“If mercury has often ministered to vanity and folly,” said the Thimble, “I remember hearing of one curious instance where it served to mortify them both. A dashing lady, who was absurd enough to try to increase her beauty by covering her yellow complexion with a delicate coating of white paint, once visited a quicksilver mine. She must have felt it strange to find herself in that gloomy place, where the sickly miners, by the glare of torch-light, pursue their unwholesome occupation.”

“Why should it be unwholesome?” I asked.

“Because mercury is of that poisonous nature, that it is said that those employed to procure it seldom live longer than two years in the mine.”

“I should think that after learning that,” observed I, “the dashing lady would have a feeling of pain when next she looked in a mirror.”

“Probably she had,” replied the Thimble, “but from a different cause. While she had been examining the mine, she little thought of the strange effect which the mercury would have on the paint which covered her face. She entered the place white like a lily; she left it black like a negro!”

The idea of the poor lady with her black face mightily tickled the fancy of the Scissors, who wished that she had been there to see her. But my curiosity about the strange metal mercury was not quite satisfied yet.

“What was the use of that instrument hung on the wall, where the quicksilver lay in its little glass ball, till Master Eddy broke its prison and set it free?”

“That instrument is called a thermometer. It is employed to measure the heat of the weather.”

“I cannot imagine how it can do that.”

“It is the nature of mercury to expand—that is, grow bigger—whenever it is exposed to heat. At the top of the glass ball there is a slender glass tube. When the weather is warm, the mercury swells; and the ball being too small to hold it, it is forced up the tube to a greater or less height, according to the amount of the heat.”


### Your task
Exact copy without images: repeat every entry as written.

### Stored data
##############################

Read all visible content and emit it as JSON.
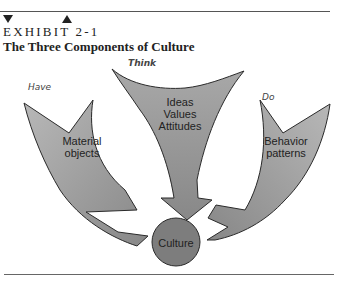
{
  "header": {
    "markers": [
      "triangle-down-filled",
      "triangle-up-filled",
      "triangle-down-outline"
    ],
    "exhibit_label": "EXHIBIT  2-1",
    "title": "The Three Components of Culture"
  },
  "diagram": {
    "components": [
      {
        "id": "material",
        "label_line1": "Material",
        "label_line2": "objects",
        "handwritten_note": "Have"
      },
      {
        "id": "ideas",
        "label_line1": "Ideas",
        "label_line2": "Values",
        "label_line3": "Attitudes",
        "handwritten_note": "Think"
      },
      {
        "id": "behavior",
        "label_line1": "Behavior",
        "label_line2": "patterns",
        "handwritten_note": "Do"
      }
    ],
    "center": {
      "label": "Culture"
    },
    "colors": {
      "arrow_fill": "#8f8f8f",
      "arrow_fill_light": "#b5b5b5",
      "outline": "#2a2a2a",
      "circle_fill": "#7d7d7d"
    }
  }
}
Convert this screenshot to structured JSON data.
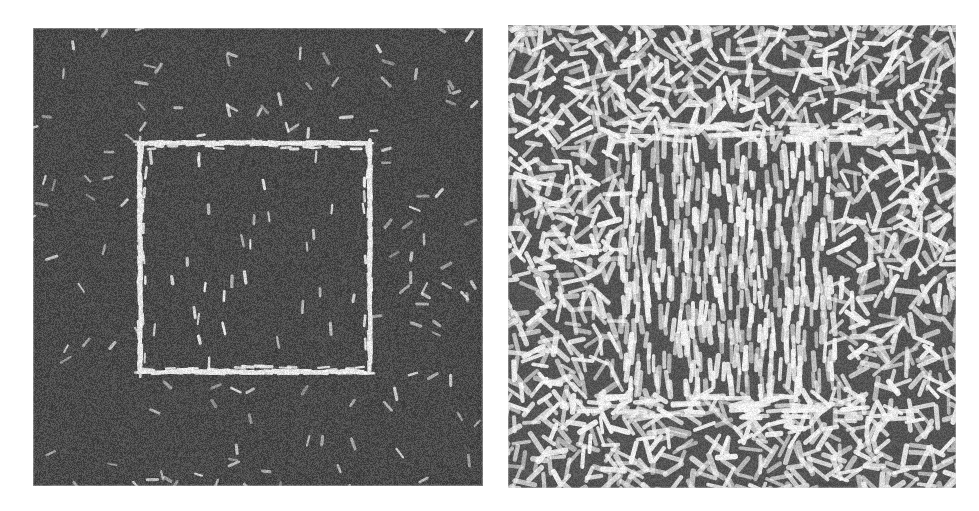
{
  "figure": {
    "caption": "",
    "background_color": "#ffffff",
    "width": 979,
    "height": 511,
    "type": "texture-segregation-stimulus-pair"
  },
  "panels": [
    {
      "id": "left-panel",
      "name": "low-density-texture-stimulus",
      "label": "",
      "x": 33,
      "y": 28,
      "width": 450,
      "height": 458,
      "background_color": "#4a4a4a",
      "element_color": "#e8e8e8",
      "noise_color": "#3a3a3a",
      "density": 0.035,
      "element_length": 9,
      "element_width": 2.6,
      "background_orientation": "random",
      "target": {
        "name": "embedded-square-region",
        "x": 107,
        "y": 115,
        "width": 230,
        "height": 229,
        "orientation": "vertical",
        "edge_outline": true,
        "edge_brightness": 0.95,
        "interior_density": 0.03
      }
    },
    {
      "id": "right-panel",
      "name": "high-density-texture-stimulus",
      "label": "",
      "x": 508,
      "y": 25,
      "width": 448,
      "height": 463,
      "background_color": "#555555",
      "element_color": "#f2f2f2",
      "noise_color": "#454545",
      "density": 0.62,
      "element_length": 17,
      "element_width": 4.4,
      "background_orientation": "random",
      "target": {
        "name": "embedded-square-region",
        "x": 112,
        "y": 120,
        "width": 215,
        "height": 248,
        "orientation": "vertical",
        "edge_outline": false,
        "edge_brightness": 1.0,
        "interior_density": 0.5
      }
    }
  ],
  "chart_data": {
    "type": "heatmap",
    "title": "",
    "xlabel": "",
    "ylabel": "",
    "series": [
      {
        "name": "left-field-sparse",
        "element_density": 0.035,
        "surround_orientation_deg": "random 0-180",
        "target_orientation_deg": 90,
        "target_bounds_px": [
          107,
          115,
          230,
          229
        ]
      },
      {
        "name": "right-field-dense",
        "element_density": 0.62,
        "surround_orientation_deg": "random 0-180",
        "target_orientation_deg": 90,
        "target_bounds_px": [
          112,
          120,
          215,
          248
        ]
      }
    ]
  }
}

##############################

### Task response
Read all visible content and emit it as JSON.
{
  "header": {
    "markers": [
      "triangle-down-filled",
      "triangle-up-filled",
      "triangle-down-outline"
    ],
    "exhibit_label": "EXHIBIT  2-1",
    "title": "The Three Components of Culture"
  },
  "diagram": {
    "components": [
      {
        "id": "material",
        "label_line1": "Material",
        "label_line2": "objects",
        "handwritten_note": "Have"
      },
      {
        "id": "ideas",
        "label_line1": "Ideas",
        "label_line2": "Values",
        "label_line3": "Attitudes",
        "handwritten_note": "Think"
      },
      {
        "id": "behavior",
        "label_line1": "Behavior",
        "label_line2": "patterns",
        "handwritten_note": "Do"
      }
    ],
    "center": {
      "label": "Culture"
    },
    "colors": {
      "arrow_fill": "#8f8f8f",
      "arrow_fill_light": "#b5b5b5",
      "outline": "#2a2a2a",
      "circle_fill": "#7d7d7d"
    }
  }
}
Convert this screenshot to structured JSON data.
{
  "figure": {
    "caption": "",
    "background_color": "#ffffff",
    "width": 979,
    "height": 511,
    "type": "texture-segregation-stimulus-pair"
  },
  "panels": [
    {
      "id": "left-panel",
      "name": "low-density-texture-stimulus",
      "label": "",
      "x": 33,
      "y": 28,
      "width": 450,
      "height": 458,
      "background_color": "#4a4a4a",
      "element_color": "#e8e8e8",
      "noise_color": "#3a3a3a",
      "density": 0.035,
      "element_length": 9,
      "element_width": 2.6,
      "background_orientation": "random",
      "target": {
        "name": "embedded-square-region",
        "x": 107,
        "y": 115,
        "width": 230,
        "height": 229,
        "orientation": "vertical",
        "edge_outline": true,
        "edge_brightness": 0.95,
        "interior_density": 0.03
      }
    },
    {
      "id": "right-panel",
      "name": "high-density-texture-stimulus",
      "label": "",
      "x": 508,
      "y": 25,
      "width": 448,
      "height": 463,
      "background_color": "#555555",
      "element_color": "#f2f2f2",
      "noise_color": "#454545",
      "density": 0.62,
      "element_length": 17,
      "element_width": 4.4,
      "background_orientation": "random",
      "target": {
        "name": "embedded-square-region",
        "x": 112,
        "y": 120,
        "width": 215,
        "height": 248,
        "orientation": "vertical",
        "edge_outline": false,
        "edge_brightness": 1.0,
        "interior_density": 0.5
      }
    }
  ],
  "chart_data": {
    "type": "heatmap",
    "title": "",
    "xlabel": "",
    "ylabel": "",
    "series": [
      {
        "name": "left-field-sparse",
        "element_density": 0.035,
        "surround_orientation_deg": "random 0-180",
        "target_orientation_deg": 90,
        "target_bounds_px": [
          107,
          115,
          230,
          229
        ]
      },
      {
        "name": "right-field-dense",
        "element_density": 0.62,
        "surround_orientation_deg": "random 0-180",
        "target_orientation_deg": 90,
        "target_bounds_px": [
          112,
          120,
          215,
          248
        ]
      }
    ]
  }
}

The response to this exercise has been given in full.